The suspect in the deadly shooting at a Maryland newspaper building has been identified as 38-year-old Jarrod Ramos of Laurel, Maryland, law enforcement sources say.
Multiple senior law enforcement officials told NBC News that Ramos had been identified through the use of facial recognition software and that authorities were executing a search warrant at his home in Laurel in neighboring Prince George’s County.
Court records show that Ramos pleaded guilty in July 2011 to criminal harassment in Anne Arundel County, where the Capital Gazette is based. A 90-day jail sentence was suspended, and Ramos was placed on 18 months’ supervised probation.
Five days later, the Capital Gazette published a column headlined “Jarrod wants to be your friend,” profiling the woman who said she was the victim of Ramos’ harassment. The article is no longer on the newspaper’s website, but it was reprinted in full in the court documents.
In the column, the woman, whose name was withheld, claimed that Ramos, a former high school classmate, tracked her down on Facebook and then harshly harassed her through email for as long as two years.
The column quoted her as saying that Ramos urged her to kill herself and that the bank where she worked put her on probation because of “an email from Ramos and a follow-up phone call in which he advised them to fire her.”
The column said she was laid off a few months later and “believes, but can’t prove, it was because of Ramos.”
In July 2012, Ramos, representing himself, sued the Capital Gazette; Eric Hartley, a former reporter who wrote the column; and Thomas Marquardt, the newspaper’s publisher at the time, in Prince George’s County Circuit Court alleging defamation. He filed a longer complaint in October 2012, two months after the statute of limitations for the alleged defamation had expired, adding an allegation of invasion of privacy.
Jarrod Ramos has been charged with five counts of first-degree murder.
The circuit judge dismissed the complaint in 2013, saying: “There is nothing in those complaints that prove that anything that was published about you is, in fact, false. It all came from a public record. It was of the result of a criminal conviction. And it cannot give rise to a defamation suit.”
Ramos appealed, and in September 2015, the appeals court upheld the dismissal, writing that Ramos “never alleges that any basic fact contained in the article about his guilty plea is actually false.”
“The appellant was charged with a criminal act,” the court wrote. “The appellant perpetrated a criminal act. The appellant plead guilty to having perpetrated a criminal act. The appellant was punished for his criminal act. … He does not appear to have learned his lesson.”
Marquardt, the former publisher of the Capital Gazette, told the Baltimore Sun that he wasn’t surprised Ramos was identified as the suspect because he began harassing the newspaper’s staff shortly after the 2011 article was published.
“I was seriously concerned he would threaten us with physical violence,” Marquardt said Thursday. “I even told my wife, ‘We have to be concerned. This guy could really hurt us.'”
He added that he called police on Ramos in 2013, but nothing happened, and was thinking of filing a restraining order, but decided against it.
John Frenaye, the founder of Eye on Annapolis, a local news site, said Ramos trolled him from 2013 to 2015, repeatedly airing his gripes against the Capital Gazette. (Eye on Annapolis and the Capital Gazette are not affiliated.)
“Any time it’s that kind of troll, I just kind of ignore that,” said Frenaye, who told NBC News he doesn’t remember responding to Ramos or ever having written about him.
“I remember looking at it and thinking, ‘Do I have to worry about it?’ and thinking, ‘No, his bug is with the Capital and Eric.’ He had nicknames for them, too” — like “Slob” instead of Bob — Frenaye said.
“It’s all sort of flooding back,” Frenaye said. “I think he thought he had an audience, but I don’t remember even reporting on him at all.”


The full listing should be transcribed verbatim.

START Data extracts

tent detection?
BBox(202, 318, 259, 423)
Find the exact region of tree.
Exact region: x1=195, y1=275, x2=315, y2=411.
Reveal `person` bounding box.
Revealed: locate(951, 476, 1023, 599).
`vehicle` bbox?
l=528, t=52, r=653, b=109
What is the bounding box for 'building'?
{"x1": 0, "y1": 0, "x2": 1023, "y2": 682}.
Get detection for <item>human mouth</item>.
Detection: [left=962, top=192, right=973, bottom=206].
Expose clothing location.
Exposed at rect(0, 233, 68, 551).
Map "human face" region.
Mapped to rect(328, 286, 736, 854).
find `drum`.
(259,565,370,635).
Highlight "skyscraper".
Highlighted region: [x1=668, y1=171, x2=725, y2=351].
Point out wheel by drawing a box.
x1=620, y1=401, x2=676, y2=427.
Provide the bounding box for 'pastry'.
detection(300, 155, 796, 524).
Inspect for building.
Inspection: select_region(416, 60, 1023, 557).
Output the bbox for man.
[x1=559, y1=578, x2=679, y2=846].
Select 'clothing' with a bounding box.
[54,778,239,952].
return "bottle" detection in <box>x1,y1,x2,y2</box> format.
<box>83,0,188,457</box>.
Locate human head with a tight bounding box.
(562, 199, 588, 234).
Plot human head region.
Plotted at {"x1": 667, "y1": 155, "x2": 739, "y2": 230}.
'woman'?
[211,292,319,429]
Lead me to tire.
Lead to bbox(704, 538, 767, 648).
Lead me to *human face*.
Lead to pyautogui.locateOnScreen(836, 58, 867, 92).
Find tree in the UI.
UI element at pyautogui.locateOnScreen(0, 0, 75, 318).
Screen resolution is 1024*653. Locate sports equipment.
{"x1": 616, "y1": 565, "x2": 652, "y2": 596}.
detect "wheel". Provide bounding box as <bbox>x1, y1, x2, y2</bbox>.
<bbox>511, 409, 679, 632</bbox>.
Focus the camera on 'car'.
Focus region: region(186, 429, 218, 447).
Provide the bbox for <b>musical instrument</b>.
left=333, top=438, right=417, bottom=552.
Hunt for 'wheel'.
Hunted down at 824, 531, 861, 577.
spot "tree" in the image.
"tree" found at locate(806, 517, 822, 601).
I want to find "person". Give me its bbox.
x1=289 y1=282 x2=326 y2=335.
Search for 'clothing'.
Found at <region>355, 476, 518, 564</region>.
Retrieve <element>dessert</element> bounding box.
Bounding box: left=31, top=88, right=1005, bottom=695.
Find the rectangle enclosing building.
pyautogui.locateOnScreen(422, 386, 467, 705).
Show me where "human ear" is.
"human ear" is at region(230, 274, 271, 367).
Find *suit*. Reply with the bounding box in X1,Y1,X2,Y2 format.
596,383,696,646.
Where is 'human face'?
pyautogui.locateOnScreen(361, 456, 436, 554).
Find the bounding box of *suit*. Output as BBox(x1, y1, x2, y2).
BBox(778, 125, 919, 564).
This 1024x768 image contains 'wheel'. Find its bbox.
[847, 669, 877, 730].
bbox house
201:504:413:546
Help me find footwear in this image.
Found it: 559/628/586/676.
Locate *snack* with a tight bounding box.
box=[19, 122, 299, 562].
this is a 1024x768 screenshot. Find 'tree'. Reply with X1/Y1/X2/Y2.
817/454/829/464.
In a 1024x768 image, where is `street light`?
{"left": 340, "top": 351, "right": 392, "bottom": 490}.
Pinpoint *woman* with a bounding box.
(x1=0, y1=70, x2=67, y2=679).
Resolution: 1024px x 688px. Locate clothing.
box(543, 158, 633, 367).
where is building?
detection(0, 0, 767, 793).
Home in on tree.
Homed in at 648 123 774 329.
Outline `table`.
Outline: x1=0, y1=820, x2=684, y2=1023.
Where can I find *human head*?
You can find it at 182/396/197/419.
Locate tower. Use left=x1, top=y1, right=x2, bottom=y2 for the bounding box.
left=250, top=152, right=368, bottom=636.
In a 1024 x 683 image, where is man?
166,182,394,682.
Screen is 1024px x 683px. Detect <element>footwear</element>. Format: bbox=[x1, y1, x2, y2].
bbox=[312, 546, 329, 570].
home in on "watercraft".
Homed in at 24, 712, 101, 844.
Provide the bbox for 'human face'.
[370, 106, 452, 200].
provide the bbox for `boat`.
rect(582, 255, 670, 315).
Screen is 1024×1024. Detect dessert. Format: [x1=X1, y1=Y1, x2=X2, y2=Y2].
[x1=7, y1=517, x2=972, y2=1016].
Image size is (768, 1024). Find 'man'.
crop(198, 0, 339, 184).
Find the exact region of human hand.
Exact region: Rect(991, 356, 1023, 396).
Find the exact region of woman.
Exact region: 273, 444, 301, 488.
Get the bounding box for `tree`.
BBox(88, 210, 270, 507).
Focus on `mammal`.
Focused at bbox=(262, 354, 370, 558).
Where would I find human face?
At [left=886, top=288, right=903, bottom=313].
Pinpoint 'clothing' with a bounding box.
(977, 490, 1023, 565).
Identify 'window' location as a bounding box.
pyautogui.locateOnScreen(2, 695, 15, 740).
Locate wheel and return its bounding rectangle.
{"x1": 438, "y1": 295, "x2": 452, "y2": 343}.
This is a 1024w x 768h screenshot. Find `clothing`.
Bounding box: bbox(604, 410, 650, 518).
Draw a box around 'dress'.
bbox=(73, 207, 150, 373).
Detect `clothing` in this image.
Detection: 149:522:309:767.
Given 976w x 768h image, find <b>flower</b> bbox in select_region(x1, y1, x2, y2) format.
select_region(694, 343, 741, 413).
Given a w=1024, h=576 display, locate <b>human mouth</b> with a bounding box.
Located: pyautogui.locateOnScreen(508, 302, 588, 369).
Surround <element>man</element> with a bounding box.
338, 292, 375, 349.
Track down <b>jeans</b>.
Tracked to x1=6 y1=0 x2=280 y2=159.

END Data extracts

[Solution]
tent detection?
BBox(202, 318, 259, 423)
Find the exact region of tree.
Exact region: x1=195, y1=275, x2=315, y2=411.
Reveal `person` bounding box.
Revealed: locate(951, 476, 1023, 599).
`vehicle` bbox?
l=528, t=52, r=653, b=109
What is the bounding box for 'building'?
{"x1": 0, "y1": 0, "x2": 1023, "y2": 682}.
Get detection for <item>human mouth</item>.
Detection: [left=962, top=192, right=973, bottom=206].
Expose clothing location.
Exposed at rect(0, 233, 68, 551).
Map "human face" region.
Mapped to rect(328, 286, 736, 854).
find `drum`.
(259,565,370,635).
Highlight "skyscraper".
Highlighted region: [x1=668, y1=171, x2=725, y2=351].
Point out wheel by drawing a box.
x1=620, y1=401, x2=676, y2=427.
Provide the bounding box for 'pastry'.
detection(300, 155, 796, 524).
Inspect for building.
Inspection: select_region(416, 60, 1023, 557).
Output the bbox for man.
[x1=559, y1=578, x2=679, y2=846].
Select 'clothing' with a bounding box.
[54,778,239,952].
return "bottle" detection in <box>x1,y1,x2,y2</box> format.
<box>83,0,188,457</box>.
Locate human head with a tight bounding box.
(562, 199, 588, 234).
Plot human head region.
Plotted at {"x1": 667, "y1": 155, "x2": 739, "y2": 230}.
'woman'?
[211,292,319,429]
Lead me to tire.
Lead to bbox(704, 538, 767, 648).
Lead me to *human face*.
Lead to pyautogui.locateOnScreen(836, 58, 867, 92).
Find tree in the UI.
UI element at pyautogui.locateOnScreen(0, 0, 75, 318).
Screen resolution is 1024*653. Locate sports equipment.
{"x1": 616, "y1": 565, "x2": 652, "y2": 596}.
detect "wheel". Provide bounding box as <bbox>x1, y1, x2, y2</bbox>.
<bbox>511, 409, 679, 632</bbox>.
Focus the camera on 'car'.
Focus region: region(186, 429, 218, 447).
Provide the bbox for <b>musical instrument</b>.
left=333, top=438, right=417, bottom=552.
Hunt for 'wheel'.
Hunted down at 824, 531, 861, 577.
spot "tree" in the image.
"tree" found at locate(806, 517, 822, 601).
I want to find "person". Give me its bbox.
x1=289 y1=282 x2=326 y2=335.
Search for 'clothing'.
Found at <region>355, 476, 518, 564</region>.
Retrieve <element>dessert</element> bounding box.
Bounding box: left=31, top=88, right=1005, bottom=695.
Find the rectangle enclosing building.
pyautogui.locateOnScreen(422, 386, 467, 705).
Show me where "human ear" is.
"human ear" is at region(230, 274, 271, 367).
Find *suit*. Reply with the bounding box in X1,Y1,X2,Y2 format.
596,383,696,646.
Where is 'human face'?
pyautogui.locateOnScreen(361, 456, 436, 554).
Find the bounding box of *suit*. Output as BBox(x1, y1, x2, y2).
BBox(778, 125, 919, 564).
This 1024x768 image contains 'wheel'. Find its bbox.
[847, 669, 877, 730].
bbox house
201:504:413:546
Help me find footwear in this image.
Found it: 559/628/586/676.
Locate *snack* with a tight bounding box.
box=[19, 122, 299, 562].
this is a 1024x768 screenshot. Find 'tree'. Reply with X1/Y1/X2/Y2.
817/454/829/464.
In a 1024x768 image, where is `street light`?
{"left": 340, "top": 351, "right": 392, "bottom": 490}.
Pinpoint *woman* with a bounding box.
(x1=0, y1=70, x2=67, y2=679).
Resolution: 1024px x 688px. Locate clothing.
box(543, 158, 633, 367).
where is building?
detection(0, 0, 767, 793).
Home in on tree.
Homed in at 648 123 774 329.
Outline `table`.
Outline: x1=0, y1=820, x2=684, y2=1023.
Where can I find *human head*?
You can find it at 182/396/197/419.
Locate tower. Use left=x1, top=y1, right=x2, bottom=y2 for the bounding box.
left=250, top=152, right=368, bottom=636.
In a 1024 x 683 image, where is man?
166,182,394,682.
Screen is 1024px x 683px. Detect <element>footwear</element>. Format: bbox=[x1, y1, x2, y2].
bbox=[312, 546, 329, 570].
home in on "watercraft".
Homed in at 24, 712, 101, 844.
Provide the bbox for 'human face'.
[370, 106, 452, 200].
provide the bbox for `boat`.
rect(582, 255, 670, 315).
Screen is 1024×1024. Detect dessert. Format: [x1=X1, y1=Y1, x2=X2, y2=Y2].
[x1=7, y1=517, x2=972, y2=1016].
Image size is (768, 1024). Find 'man'.
crop(198, 0, 339, 184).
Find the exact region of human hand.
Exact region: Rect(991, 356, 1023, 396).
Find the exact region of woman.
Exact region: 273, 444, 301, 488.
Get the bounding box for `tree`.
BBox(88, 210, 270, 507).
Focus on `mammal`.
Focused at bbox=(262, 354, 370, 558).
Where would I find human face?
At [left=886, top=288, right=903, bottom=313].
Pinpoint 'clothing' with a bounding box.
(977, 490, 1023, 565).
Identify 'window' location as a bounding box.
pyautogui.locateOnScreen(2, 695, 15, 740).
Locate wheel and return its bounding rectangle.
{"x1": 438, "y1": 295, "x2": 452, "y2": 343}.
This is a 1024w x 768h screenshot. Find `clothing`.
Bounding box: bbox(604, 410, 650, 518).
Draw a box around 'dress'.
bbox=(73, 207, 150, 373).
Detect `clothing` in this image.
Detection: 149:522:309:767.
Given 976w x 768h image, find <b>flower</b> bbox in select_region(x1, y1, x2, y2) format.
select_region(694, 343, 741, 413).
Given a w=1024, h=576 display, locate <b>human mouth</b> with a bounding box.
Located: pyautogui.locateOnScreen(508, 302, 588, 369).
Surround <element>man</element> with a bounding box.
338, 292, 375, 349.
Track down <b>jeans</b>.
Tracked to x1=6 y1=0 x2=280 y2=159.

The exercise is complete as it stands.